What exactly do miracles prove?

weddingatcanaIf someone comes up to you claiming to be “on a mission from God”, how can you tell whether they’re telling the truth? One way might be to ask them to perform some sort of miracle to prove their special mission. But say they claim to have performed a miracle by turning water into wine at a wedding, as Jesus did in John chapter 2. You are at the wedding, and you can taste the wine, but if you are not the sort of person to believe in miracles, you are going to come up with some other explanation. Someone must have switched the containers, or maybe there was some sort of exercise of mass hypnosis.

People who are determined to believe in miracles will see miracles everywhere, and people who are determined not to believe will find some other explanation, regardless of how “incontrovertible” the evidence appears to be. Even if the sceptic cannot come up with any rational explanation, that will not stop him or her from believing that there is a rational explanation — it just has not yet been discovered.
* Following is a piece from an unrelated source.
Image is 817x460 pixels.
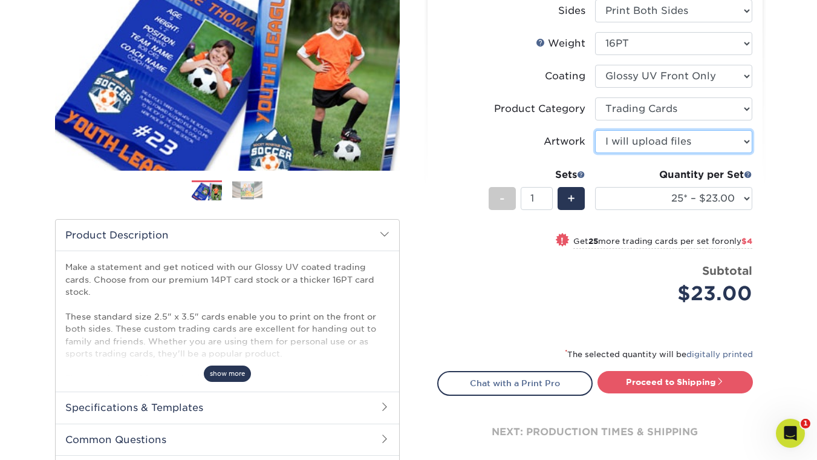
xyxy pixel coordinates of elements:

The non-believer takes the same approach to explaining the origins of life and the universe: everything has a natural explanation whether or not it has yet been discovered.

So when some people approached Jesus, as reported in John chapter 2, and requested a miracle to “prove” his right to act the way he was acting, much less would have been accomplished by a miracle than you might expect. If the people were determined to disbelieve, a miracle was not going to change their minds, no matter how impressive. Jesus did offer a miracle, but it was one which would only be understood by those who believed.